As I climbed the stairs, my mind raced with the work still left to do that day – a list of notes to write, patients to see. The possibility of leaving the hospital at a decent time had become distant at best, and I felt my stress level rising.

I arrived at Ms. G’s room to find her husband – a stoic, gray-haired man with red-rimmed eyes – hovering near her bedside. They spoke only Russian, and a few members of her healthcare team had warned me that using an interpreter was pointless because she refused to respond to the telephone translator. Still, there was no in-person Russian interpreter available, so I dialed, just in case.

With the interpreter on the line, Ms. G’s husband answered each inquiry with a wandering response that didn’t really seem to answer the question. I caught myself impatiently looking at the clock and felt my blood pressure rising and my face getting flushed. Although I tried to hide it, I wondered whether he could sense my frustration.

Yet as I sat and listened, the mistreatment Ms. G had suffered during her saga in the healthcare system came into view. Tired of attempting to communicate in a language she didn’t speak, this once-boisterous woman had become withdrawn. During our conversation, she mostly stared at the ceiling.

After an hour, I stood to leave the room. As I summarized the plan, I was surprised to see tears in Mr. G’s eyes. He spoke softly, his voice breaking mid-sentence.
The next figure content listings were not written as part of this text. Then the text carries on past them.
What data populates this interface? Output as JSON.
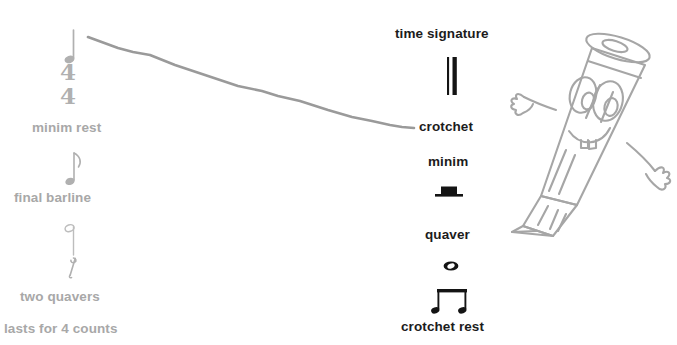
{
  "worksheet": {
    "type": "music-notation-matching-exercise",
    "background_color": "#ffffff",
    "left_label_color": "#a8a8a8",
    "right_label_color": "#1c1c1c",
    "line_color": "#9a9a9a",
    "mascot_color": "#a6a6a6"
  },
  "left_column": {
    "labels": [
      {
        "id": "minim-rest",
        "text": "minim rest",
        "x": 32,
        "y": 121
      },
      {
        "id": "final-barline",
        "text": "final barline",
        "x": 14,
        "y": 191
      },
      {
        "id": "two-quavers",
        "text": "two quavers",
        "x": 20,
        "y": 290
      },
      {
        "id": "lasts-for-4-counts",
        "text": "lasts for 4 counts",
        "x": 4,
        "y": 322
      }
    ],
    "symbols": [
      {
        "id": "crotchet-note",
        "name": "crotchet",
        "x": 62,
        "y": 26
      },
      {
        "id": "time-signature-44",
        "name": "four-four",
        "top": "4",
        "bottom": "4",
        "x": 62,
        "y": 63
      },
      {
        "id": "quaver-note",
        "name": "quaver",
        "x": 62,
        "y": 150
      },
      {
        "id": "minim-note",
        "name": "minim",
        "x": 62,
        "y": 222
      },
      {
        "id": "quaver-rest",
        "name": "quaver-rest",
        "x": 62,
        "y": 253
      }
    ]
  },
  "right_column": {
    "labels": [
      {
        "id": "time-signature",
        "text": "time signature",
        "x": 395,
        "y": 27
      },
      {
        "id": "crotchet",
        "text": "crotchet",
        "x": 419,
        "y": 120
      },
      {
        "id": "minim",
        "text": "minim",
        "x": 428,
        "y": 155
      },
      {
        "id": "quaver",
        "text": "quaver",
        "x": 425,
        "y": 228
      },
      {
        "id": "crotchet-rest",
        "text": "crotchet rest",
        "x": 401,
        "y": 320
      }
    ],
    "symbols": [
      {
        "id": "final-barline-symbol",
        "name": "final-barline",
        "x": 445,
        "y": 57
      },
      {
        "id": "minim-rest-symbol",
        "name": "minim-rest",
        "x": 445,
        "y": 190
      },
      {
        "id": "semibreve-symbol",
        "name": "semibreve",
        "x": 447,
        "y": 262
      },
      {
        "id": "two-quavers-symbol",
        "name": "two-quavers",
        "x": 447,
        "y": 293
      }
    ]
  },
  "connector_line": {
    "id": "match-line-crotchet",
    "from_label": "crotchet note (left)",
    "to_label": "crotchet",
    "start": {
      "x": 88,
      "y": 37
    },
    "end": {
      "x": 414,
      "y": 128
    }
  },
  "mascot": {
    "id": "pencil-character",
    "name": "cartoon-pencil",
    "description": "smiling cartoon pencil with two large eyes, two teeth and waving arms",
    "x": 505,
    "y": 25,
    "width": 172,
    "height": 220
  }
}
“He says you really have helped them just by listening to them,” the interpreter told me.

A lump grew in my throat, but I choked it back as we said our goodbyes. I was taken aback by how much simply lending an ear had meant to them. I wondered how long it had been since that had happened. Unfortunately, the extra step and time required to hunt down an interpreter is a task that can get lost in the shuffle in the hospital; I'm as guilty as anyone of letting it fall by the wayside.
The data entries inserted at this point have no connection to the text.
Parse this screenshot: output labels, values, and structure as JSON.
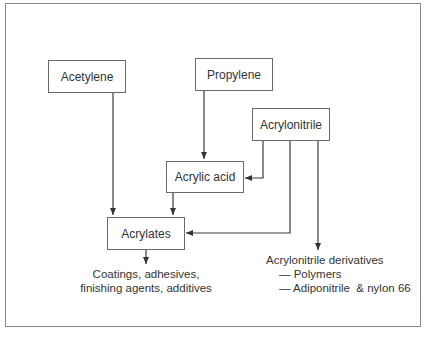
{
  "diagram": {
    "nodes": {
      "acetylene": "Acetylene",
      "propylene": "Propylene",
      "acrylonitrile": "Acrylonitrile",
      "acrylic_acid": "Acrylic acid",
      "acrylates": "Acrylates"
    },
    "outputs": {
      "acrylates_uses": [
        "Coatings, adhesives,",
        "finishing agents, additives"
      ],
      "acrylonitrile_derivatives": {
        "title": "Acrylonitrile derivatives",
        "items": [
          "— Polymers",
          "— Adiponitrile  & nylon 66"
        ]
      }
    },
    "edges": [
      {
        "from": "Acetylene",
        "to": "Acrylates"
      },
      {
        "from": "Propylene",
        "to": "Acrylic acid"
      },
      {
        "from": "Acrylonitrile",
        "to": "Acrylic acid"
      },
      {
        "from": "Acrylonitrile",
        "to": "Acrylates"
      },
      {
        "from": "Acrylonitrile",
        "to": "Acrylonitrile derivatives"
      },
      {
        "from": "Acrylic acid",
        "to": "Acrylates"
      },
      {
        "from": "Acrylates",
        "to": "Coatings, adhesives, finishing agents, additives"
      }
    ]
  }
}
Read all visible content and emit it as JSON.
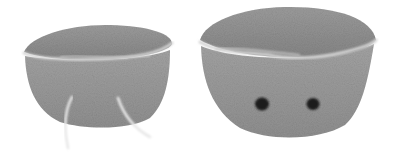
{
  "image": {
    "description": "Two grey crocheted bowl-shaped pieces on a white background; the left piece has two light yarn tails hanging down, the right piece has two black safety eyes.",
    "background_color": "#ffffff",
    "objects": [
      {
        "name": "left-crochet-bowl",
        "color": "#9a9a9a",
        "rim_color": "#d0d0d0",
        "inner_color": "#8e8e8e",
        "details": [
          "two light yarn tails"
        ]
      },
      {
        "name": "right-crochet-bowl",
        "color": "#9a9a9a",
        "rim_color": "#d0d0d0",
        "inner_color": "#8e8e8e",
        "details": [
          "two black safety eyes"
        ]
      }
    ],
    "yarn_tail_color": "#e8e8e8",
    "eye_color": "#1a1a1a"
  }
}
That may be part of the reason that studies have shown that patients who don’t speak English suffer more adverse in-hospital events. Research has also shown that non-English speakers with asthma have poorer management of this condition. And using a medical interpreter – that is, a professional fluent in a language and its medical jargon – can help close that gap. A recent study showed using an interpreter via telephone decreased hospital readmission rates among patients age 50 and older.

It’s perhaps unsurprising that trying to make do without an interpreter harms patients. That’s because it’s easy to miss subtle – but vital – clues when talking to a patient when the provider or patient isn’t quite fluent in the other’s language. A patient who says he’s not having chest pain may actually be having chest pressure or what feels like indigestion. These can all be signs of a heart attack, but without a full medical vocabulary available for asking or answer questions, parsing this out would be next to impossible.

And it’s not a mystery as to whether using an interpreter is recommended; if the patient is amenable, it’s considered the standard of care.

The question is how we can make sure this task stays at the top of our list of priorities, which seems to grow ever longer. Perhaps we will be more likely to make time for it if we remember that simply giving all patients the chance to tell their story – in their own language – can be therapeutic and can improve their care.